Penn’s budget slashed as legislators demand university’s stance on anti-Semitism
State Legislators Vote to Slash Budget at Penn After University Fails to Take Stance Against Anti-Semitism
It’s unfortunate that it has come to this, but it’s a necessary step in the right direction.
Citing the University of Pennsylvania’s ambivalence regarding anti-Semitism, Republicans led the state’s House of Representatives to vote to withhold more than $33 million in funding for Penn’s veterinary school, The Associated Press reported Wednesday.
The funding halt comes in the wake of the Dec. 9 resignation of the university’s president, Liz Magill, who was pressured to leave following her refusal in testimony before Congress to clearly denounce campus anti-Semitism.
Although it received simple majorities in two votes, the funding failed to receive the state constitutional requirement of a two-thirds majority, with most Republicans opposing the funding and all Democrats favoring it.
Magill’s resignation was a start, according to Republican floor leader Bryan Cutler of Lancaster, but in floor debate he said additional work needs to be done against anti-Semitism.
“Until more is done at the university in terms of rooting out, calling out and making an official stance on anti-Semitism being against the values of the university, I cannot in good conscience support this funding,” Cutler said, according to AP.
A spokesman for Cutler’s office told The Daily Pennsylvanian, the university’s student-run newspaper, that the funding cut is “not in perpetuity” and cited an “additional process now that must take place before the funding is agreed to.”
In front of Congress early this month, Magill was asked by Rep.
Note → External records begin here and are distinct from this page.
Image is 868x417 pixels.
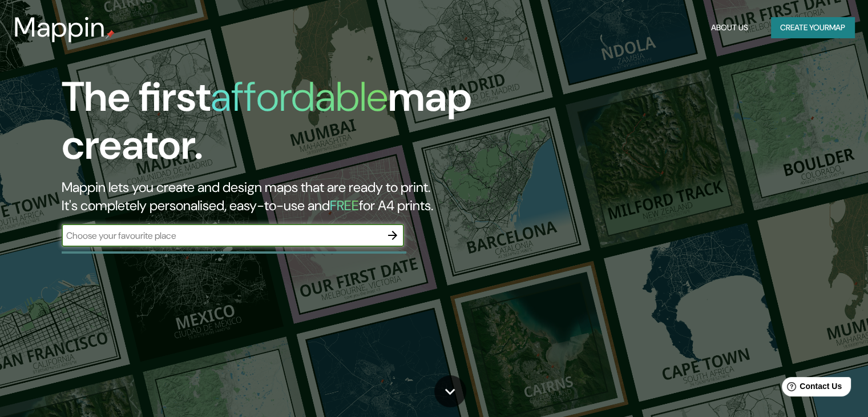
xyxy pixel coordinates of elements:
[211,70,388,123] h1: affordable
[771,17,854,38] button: Create yourmap
[62,229,381,242] input: Choose your favourite place
[14,11,105,44] h3: Mappin
[62,73,495,178] h1: The first map creator.
[706,17,753,38] button: About Us
[105,30,115,39] img: mappin-pin
[330,196,359,214] h5: FREE
[766,372,855,404] iframe: Help widget launcher
[62,178,495,215] h2: Mappin lets you create and design maps that are ready to print. It's completely personalised, eas...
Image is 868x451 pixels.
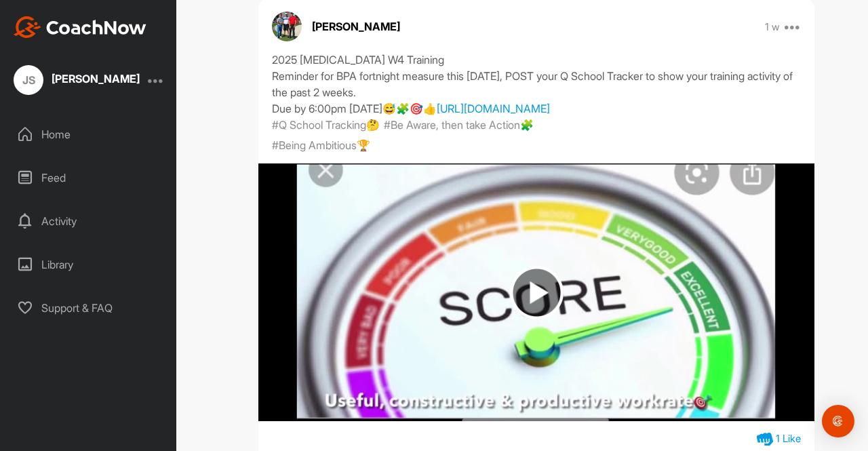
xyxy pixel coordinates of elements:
p: [PERSON_NAME] [312,18,400,34]
p: #Be Aware, then take Action🧩 [384,116,534,133]
img: media [259,164,815,421]
div: Library [8,247,170,281]
p: #Q School Tracking🤔 [272,116,380,133]
p: 1 w [765,21,780,34]
p: #Being Ambitious🏆 [272,137,370,154]
div: Feed [8,160,170,195]
div: JS [14,65,43,95]
img: play [510,266,564,319]
div: Open Intercom Messenger [822,405,855,437]
div: 1 Like [776,431,801,447]
div: Support & FAQ [8,291,170,325]
div: [PERSON_NAME] [52,73,140,84]
a: [URL][DOMAIN_NAME] [437,102,550,116]
img: avatar [272,11,302,41]
div: 2025 [MEDICAL_DATA] W4 Training Reminder for BPA fortnight measure this [DATE], POST your Q Schoo... [272,52,801,116]
img: CoachNow [14,16,147,38]
div: Activity [8,204,170,238]
div: Home [8,117,170,151]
Elise Stefanik (R-New York) for a simple yes-or-no answer to “Does calling for the genocide of Jews violate Penn’s rules or code of conduct?”
Magill replied that speech turning into conduct could be considered harassment and that the matter was “context dependent.”
Despite an apology following uproar over her comments, Magill stepped down. Meanwhile, Harvard’s president, Claudine Gay, amid making similar comments, remains in her position, garnering support from the university’s board and from faculty and students.
Regarding Penn’s funding cut, “deeply disappointed” is how Penn Vet Chief Communication Officer Martin Hackett described his response in a written statement to The Daily Pennsylvanian.
“The School of Veterinary Medicine (Penn Vet) is the sole beneficiary of these funds,” Hackett wrote. “And the school has continued to fulfill its educational and service missions to the Commonwealth in good faith throughout this six-month impasse, as it has for over 139 years.
“We hope the state House will reconsider this vote when it reconvenes in 2024.”
Given the critical mission of Penn Vet and other university efforts, the move by the legislature may seem draconian. Yet, with anti-Semitism encapsulated in pro-Palestinian advocacy on so many campuses, the funding halt is a start.
Anti-Semitism, which includes blatant physical harassment and threatening of Jews at some U.S. universities, brings into clear focus the ongoing lack of accountability by many academics quick to wrap themselves in the flag of academic freedom as they push evil causes.
Despite decades of universities mouthing “never again” to the distancing shadow of the Holocaust, recent Hamas attacks in Israel have indicated the vanity of campus criticisms of the barbarity of the 1930s and ’40s.
Thankfully, some grown-ups remain, and among them are Republicans in the Pennsylvania legislature.
Hopefully, other legislatures are paying attention and will resist the howls of censorship and anti-intellectualism as the people’s representatives step up and say: “Enough!”
After anti-Semitism, they should address issues of critical race theory; diversity, equity, and inclusion; the trashing of Western civilization; and overall censorship of thoughts not aligned with those of the commissars of academe.
But anti-Semitism needs to be the immediate focus. Some Republicans even have introduced bills in the legislature aimed at combating it at Pennsylvania state educational institutions.
No doubt state officials throughout the country will be paying close attention.